[70] Leaves from a Prison Diary, p. 108.
[71] Lombroso, “Palimsesti del Carcere,” in Archivio di Psichiatria during 1888-89; Horsley, Jottings from Jail, pp. 20-23; Davitt, Leaves from a Prison Diary, pp. 104-115.
[72] See, for instance, Dr. Aubrey’s recent work, La Contagion du Meutre, pp. 68-91, and some remarks by Mr. Davitt, Prison Diary, p. 85.
[73] Essays and Criticisms. By J. G. Wainewright. Now first collected, with some account of the author, by W. C. Hazlitt. London: Reeves & Turner, 1880.
“Je suis Francoys, dont ce me poise,
Nommé Corbueil en mon surnom,
Natif d’Auvers emprès Pontoise,
Et du commun nommé Villon.
Or d’une corde d’une toise
Sauroit mon col que mon cul poise,
Se ne fut un joli appel.
Le jeu ne me sembloit point bel.”
[75] Parallèlement, 1889.
[76] History of Crime in England, 1876, 2nd series, p. 509.
[77] La Criminalité Comparée, 1886, p. 27.
[78] Thus, for example, the squamoso-frontal articulation is found in less than 2 per cent. of European skulls, whilst it is found in 20 per cent. negroes (Ecker) and 16.9 per cent. Australian skulls (Virchow). Again, the spheno-pterygoid foramen is found in 4.8 per cent. European skulls and in 20 per cent. American Indians, 30 per cent. Africans, 32 per cent. Asiatics, and 50 per cent. Australians. So also wormian bones are more common among the lower races.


### Action item
Search the listing below for the word "Help", and copy every line in which it turns up.

### Given records
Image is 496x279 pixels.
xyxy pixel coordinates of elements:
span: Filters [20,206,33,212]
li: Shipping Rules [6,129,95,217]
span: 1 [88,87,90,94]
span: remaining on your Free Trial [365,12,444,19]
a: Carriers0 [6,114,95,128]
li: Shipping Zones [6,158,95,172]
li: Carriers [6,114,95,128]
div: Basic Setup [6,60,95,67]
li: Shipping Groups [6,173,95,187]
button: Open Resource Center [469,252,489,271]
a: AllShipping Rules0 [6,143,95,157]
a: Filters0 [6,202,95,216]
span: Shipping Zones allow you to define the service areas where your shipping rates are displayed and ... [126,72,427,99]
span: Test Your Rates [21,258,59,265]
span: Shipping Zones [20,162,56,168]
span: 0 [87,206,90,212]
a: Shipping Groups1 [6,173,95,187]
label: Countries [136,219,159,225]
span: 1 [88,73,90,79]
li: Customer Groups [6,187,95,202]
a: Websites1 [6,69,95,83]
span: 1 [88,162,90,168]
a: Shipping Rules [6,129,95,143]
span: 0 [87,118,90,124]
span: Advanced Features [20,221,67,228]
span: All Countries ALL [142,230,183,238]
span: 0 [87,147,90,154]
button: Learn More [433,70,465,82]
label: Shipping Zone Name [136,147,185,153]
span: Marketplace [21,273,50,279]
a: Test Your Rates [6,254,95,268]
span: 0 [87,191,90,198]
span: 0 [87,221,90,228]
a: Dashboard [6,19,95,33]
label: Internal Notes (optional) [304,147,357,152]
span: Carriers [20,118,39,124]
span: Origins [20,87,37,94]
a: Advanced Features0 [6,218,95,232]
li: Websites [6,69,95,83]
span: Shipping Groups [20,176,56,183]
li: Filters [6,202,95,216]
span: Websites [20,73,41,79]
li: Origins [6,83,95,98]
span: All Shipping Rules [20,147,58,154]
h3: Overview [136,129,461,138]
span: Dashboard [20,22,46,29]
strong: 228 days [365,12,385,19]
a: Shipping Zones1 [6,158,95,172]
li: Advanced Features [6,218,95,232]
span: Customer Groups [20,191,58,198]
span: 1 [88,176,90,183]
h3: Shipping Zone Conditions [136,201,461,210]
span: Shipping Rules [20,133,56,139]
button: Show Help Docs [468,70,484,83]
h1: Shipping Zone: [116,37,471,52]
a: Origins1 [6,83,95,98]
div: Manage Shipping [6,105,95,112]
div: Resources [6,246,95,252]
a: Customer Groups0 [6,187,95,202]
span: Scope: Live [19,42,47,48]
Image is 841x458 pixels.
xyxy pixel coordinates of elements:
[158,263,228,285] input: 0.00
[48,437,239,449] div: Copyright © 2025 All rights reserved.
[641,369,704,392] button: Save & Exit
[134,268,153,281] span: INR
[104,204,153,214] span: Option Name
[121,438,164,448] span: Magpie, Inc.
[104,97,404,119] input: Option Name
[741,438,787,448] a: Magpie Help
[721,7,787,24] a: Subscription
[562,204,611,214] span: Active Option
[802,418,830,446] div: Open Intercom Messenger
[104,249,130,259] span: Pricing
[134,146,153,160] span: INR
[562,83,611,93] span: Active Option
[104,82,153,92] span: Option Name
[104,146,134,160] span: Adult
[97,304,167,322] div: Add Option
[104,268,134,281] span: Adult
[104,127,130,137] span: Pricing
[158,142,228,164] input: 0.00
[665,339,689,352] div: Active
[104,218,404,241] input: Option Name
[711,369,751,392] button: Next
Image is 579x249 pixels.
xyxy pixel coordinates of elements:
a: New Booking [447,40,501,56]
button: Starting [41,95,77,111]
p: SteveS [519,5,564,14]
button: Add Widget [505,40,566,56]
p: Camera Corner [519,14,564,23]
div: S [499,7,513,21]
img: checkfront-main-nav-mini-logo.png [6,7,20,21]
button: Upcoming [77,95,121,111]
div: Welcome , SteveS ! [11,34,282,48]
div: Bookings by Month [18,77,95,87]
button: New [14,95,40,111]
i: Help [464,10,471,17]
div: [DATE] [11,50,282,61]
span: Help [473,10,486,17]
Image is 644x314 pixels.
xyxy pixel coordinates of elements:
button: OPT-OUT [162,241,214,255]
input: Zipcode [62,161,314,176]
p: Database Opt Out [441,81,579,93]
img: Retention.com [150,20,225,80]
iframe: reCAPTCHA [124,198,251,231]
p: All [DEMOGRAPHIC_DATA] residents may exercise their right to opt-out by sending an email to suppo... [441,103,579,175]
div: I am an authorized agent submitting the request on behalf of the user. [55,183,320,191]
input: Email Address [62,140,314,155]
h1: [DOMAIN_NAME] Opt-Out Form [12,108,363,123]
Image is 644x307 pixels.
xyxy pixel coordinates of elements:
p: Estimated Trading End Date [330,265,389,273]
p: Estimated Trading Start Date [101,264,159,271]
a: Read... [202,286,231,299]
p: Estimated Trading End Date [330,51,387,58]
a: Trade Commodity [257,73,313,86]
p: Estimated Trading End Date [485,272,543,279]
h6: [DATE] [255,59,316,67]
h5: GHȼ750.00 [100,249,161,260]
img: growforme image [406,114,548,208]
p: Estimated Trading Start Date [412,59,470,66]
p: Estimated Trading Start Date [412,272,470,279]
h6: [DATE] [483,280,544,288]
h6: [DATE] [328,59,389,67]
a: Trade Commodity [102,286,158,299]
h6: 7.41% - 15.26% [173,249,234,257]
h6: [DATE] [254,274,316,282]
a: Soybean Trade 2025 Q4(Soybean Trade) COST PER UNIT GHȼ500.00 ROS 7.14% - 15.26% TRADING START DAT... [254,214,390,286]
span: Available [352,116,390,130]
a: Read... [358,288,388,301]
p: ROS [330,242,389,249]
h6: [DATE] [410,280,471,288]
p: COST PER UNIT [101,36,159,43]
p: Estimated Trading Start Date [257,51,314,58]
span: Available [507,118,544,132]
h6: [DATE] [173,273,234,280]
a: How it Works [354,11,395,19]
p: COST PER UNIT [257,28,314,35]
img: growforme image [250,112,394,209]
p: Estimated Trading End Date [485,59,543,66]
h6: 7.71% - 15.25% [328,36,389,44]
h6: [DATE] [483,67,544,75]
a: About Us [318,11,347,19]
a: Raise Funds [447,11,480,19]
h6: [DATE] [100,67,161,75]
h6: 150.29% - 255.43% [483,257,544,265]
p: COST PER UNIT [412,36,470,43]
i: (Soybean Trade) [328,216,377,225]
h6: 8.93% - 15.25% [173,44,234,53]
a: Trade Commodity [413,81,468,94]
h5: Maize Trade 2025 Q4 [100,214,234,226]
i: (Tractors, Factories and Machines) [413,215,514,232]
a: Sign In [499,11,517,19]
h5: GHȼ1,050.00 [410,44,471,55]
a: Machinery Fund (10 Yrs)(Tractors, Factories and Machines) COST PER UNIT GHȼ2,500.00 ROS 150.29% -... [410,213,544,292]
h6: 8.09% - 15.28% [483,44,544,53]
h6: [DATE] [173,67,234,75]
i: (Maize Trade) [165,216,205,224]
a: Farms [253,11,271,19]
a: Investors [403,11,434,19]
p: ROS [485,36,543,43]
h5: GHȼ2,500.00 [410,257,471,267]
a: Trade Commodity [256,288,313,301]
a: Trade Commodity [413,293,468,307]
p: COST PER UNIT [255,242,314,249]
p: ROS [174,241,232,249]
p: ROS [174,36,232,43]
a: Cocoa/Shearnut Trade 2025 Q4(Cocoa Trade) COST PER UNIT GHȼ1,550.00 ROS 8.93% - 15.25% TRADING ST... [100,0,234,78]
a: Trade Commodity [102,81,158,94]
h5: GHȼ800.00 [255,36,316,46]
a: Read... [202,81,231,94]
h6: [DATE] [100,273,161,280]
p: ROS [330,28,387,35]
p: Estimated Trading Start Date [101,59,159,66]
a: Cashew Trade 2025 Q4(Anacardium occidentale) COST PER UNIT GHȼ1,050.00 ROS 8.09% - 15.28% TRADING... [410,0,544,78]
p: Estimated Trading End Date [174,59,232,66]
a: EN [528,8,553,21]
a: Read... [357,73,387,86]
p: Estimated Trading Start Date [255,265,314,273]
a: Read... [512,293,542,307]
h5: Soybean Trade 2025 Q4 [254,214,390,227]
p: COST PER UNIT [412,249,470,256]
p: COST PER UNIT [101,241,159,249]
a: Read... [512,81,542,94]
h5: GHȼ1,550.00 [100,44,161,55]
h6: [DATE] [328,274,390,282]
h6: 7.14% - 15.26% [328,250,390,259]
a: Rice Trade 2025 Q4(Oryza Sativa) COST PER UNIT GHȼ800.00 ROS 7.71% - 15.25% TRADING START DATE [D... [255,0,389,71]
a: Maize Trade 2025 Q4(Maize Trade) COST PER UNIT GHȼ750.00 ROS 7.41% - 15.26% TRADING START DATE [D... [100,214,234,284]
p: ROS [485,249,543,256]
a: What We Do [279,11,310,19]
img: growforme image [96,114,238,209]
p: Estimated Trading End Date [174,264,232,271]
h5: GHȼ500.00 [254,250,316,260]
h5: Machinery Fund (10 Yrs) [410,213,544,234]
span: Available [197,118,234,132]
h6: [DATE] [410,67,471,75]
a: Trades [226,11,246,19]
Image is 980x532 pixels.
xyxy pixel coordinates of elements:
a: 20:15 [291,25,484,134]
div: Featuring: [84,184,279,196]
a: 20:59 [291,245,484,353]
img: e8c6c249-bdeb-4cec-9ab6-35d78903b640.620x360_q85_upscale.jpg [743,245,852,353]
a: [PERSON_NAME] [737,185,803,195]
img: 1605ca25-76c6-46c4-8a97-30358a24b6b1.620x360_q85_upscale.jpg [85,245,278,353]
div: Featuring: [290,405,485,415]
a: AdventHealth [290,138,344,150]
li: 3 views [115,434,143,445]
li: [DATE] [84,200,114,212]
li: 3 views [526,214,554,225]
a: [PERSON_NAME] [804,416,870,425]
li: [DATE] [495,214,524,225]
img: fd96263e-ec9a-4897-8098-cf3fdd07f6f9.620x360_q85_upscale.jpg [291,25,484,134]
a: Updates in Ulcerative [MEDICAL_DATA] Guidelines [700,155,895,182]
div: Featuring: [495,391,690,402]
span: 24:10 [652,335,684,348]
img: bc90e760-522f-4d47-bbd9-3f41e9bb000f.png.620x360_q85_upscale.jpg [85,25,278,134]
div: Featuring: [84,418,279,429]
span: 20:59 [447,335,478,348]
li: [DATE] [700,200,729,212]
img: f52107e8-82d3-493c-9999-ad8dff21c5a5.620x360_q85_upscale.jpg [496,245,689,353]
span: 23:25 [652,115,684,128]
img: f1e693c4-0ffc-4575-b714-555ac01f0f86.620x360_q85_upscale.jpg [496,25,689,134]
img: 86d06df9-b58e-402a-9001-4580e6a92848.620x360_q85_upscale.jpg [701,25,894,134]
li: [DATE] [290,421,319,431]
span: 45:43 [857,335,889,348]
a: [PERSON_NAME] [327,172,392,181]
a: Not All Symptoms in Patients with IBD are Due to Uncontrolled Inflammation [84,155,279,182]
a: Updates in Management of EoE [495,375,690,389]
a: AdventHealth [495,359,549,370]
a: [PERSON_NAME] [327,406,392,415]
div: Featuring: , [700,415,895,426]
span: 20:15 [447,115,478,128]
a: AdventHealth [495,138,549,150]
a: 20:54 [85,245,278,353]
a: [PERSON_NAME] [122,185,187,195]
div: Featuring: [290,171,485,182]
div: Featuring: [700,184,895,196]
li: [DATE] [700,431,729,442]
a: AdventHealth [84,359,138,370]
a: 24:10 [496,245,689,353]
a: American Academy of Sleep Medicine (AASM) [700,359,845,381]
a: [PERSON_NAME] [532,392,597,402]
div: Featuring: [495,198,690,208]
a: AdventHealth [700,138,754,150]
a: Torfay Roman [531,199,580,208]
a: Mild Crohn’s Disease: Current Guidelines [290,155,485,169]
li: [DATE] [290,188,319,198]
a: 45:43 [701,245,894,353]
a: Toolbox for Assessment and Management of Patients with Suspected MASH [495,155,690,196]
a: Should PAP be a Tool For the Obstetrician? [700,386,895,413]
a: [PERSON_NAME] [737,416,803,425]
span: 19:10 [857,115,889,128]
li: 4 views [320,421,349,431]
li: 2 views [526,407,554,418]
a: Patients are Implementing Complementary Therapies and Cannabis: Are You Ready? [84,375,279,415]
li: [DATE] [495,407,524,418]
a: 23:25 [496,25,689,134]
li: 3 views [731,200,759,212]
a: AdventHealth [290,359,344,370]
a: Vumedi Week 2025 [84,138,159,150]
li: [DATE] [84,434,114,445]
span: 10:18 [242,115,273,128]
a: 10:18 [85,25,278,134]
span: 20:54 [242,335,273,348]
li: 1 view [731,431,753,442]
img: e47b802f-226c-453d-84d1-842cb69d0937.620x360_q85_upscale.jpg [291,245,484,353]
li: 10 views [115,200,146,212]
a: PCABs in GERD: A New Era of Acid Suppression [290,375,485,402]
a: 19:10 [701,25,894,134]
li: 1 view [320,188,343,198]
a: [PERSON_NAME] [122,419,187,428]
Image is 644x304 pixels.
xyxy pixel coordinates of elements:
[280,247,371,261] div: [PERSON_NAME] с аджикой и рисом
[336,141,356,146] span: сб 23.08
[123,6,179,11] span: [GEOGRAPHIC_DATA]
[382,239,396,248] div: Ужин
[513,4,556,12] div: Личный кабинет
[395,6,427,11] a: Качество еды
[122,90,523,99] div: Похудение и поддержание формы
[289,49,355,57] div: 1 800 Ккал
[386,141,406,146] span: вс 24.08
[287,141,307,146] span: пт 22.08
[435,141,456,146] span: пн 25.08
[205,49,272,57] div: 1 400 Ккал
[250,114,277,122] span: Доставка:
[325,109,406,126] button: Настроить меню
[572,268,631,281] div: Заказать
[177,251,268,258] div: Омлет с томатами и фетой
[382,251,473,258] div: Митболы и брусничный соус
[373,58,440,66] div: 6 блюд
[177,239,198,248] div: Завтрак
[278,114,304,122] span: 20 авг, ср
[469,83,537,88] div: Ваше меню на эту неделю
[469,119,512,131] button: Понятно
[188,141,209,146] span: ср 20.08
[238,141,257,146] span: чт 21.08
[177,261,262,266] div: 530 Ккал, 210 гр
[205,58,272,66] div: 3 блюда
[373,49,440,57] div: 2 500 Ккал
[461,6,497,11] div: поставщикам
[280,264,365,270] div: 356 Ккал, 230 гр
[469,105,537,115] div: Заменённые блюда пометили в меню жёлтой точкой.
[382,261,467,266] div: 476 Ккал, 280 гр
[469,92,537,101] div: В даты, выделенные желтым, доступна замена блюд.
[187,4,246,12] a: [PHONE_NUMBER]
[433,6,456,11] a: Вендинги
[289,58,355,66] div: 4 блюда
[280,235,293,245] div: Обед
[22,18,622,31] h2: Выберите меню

### Written solution
button: Show Help Docs [468,70,484,83]
[741,438,787,448] a: Magpie Help
i: Help [464,10,471,17]
span: Help [473,10,486,17]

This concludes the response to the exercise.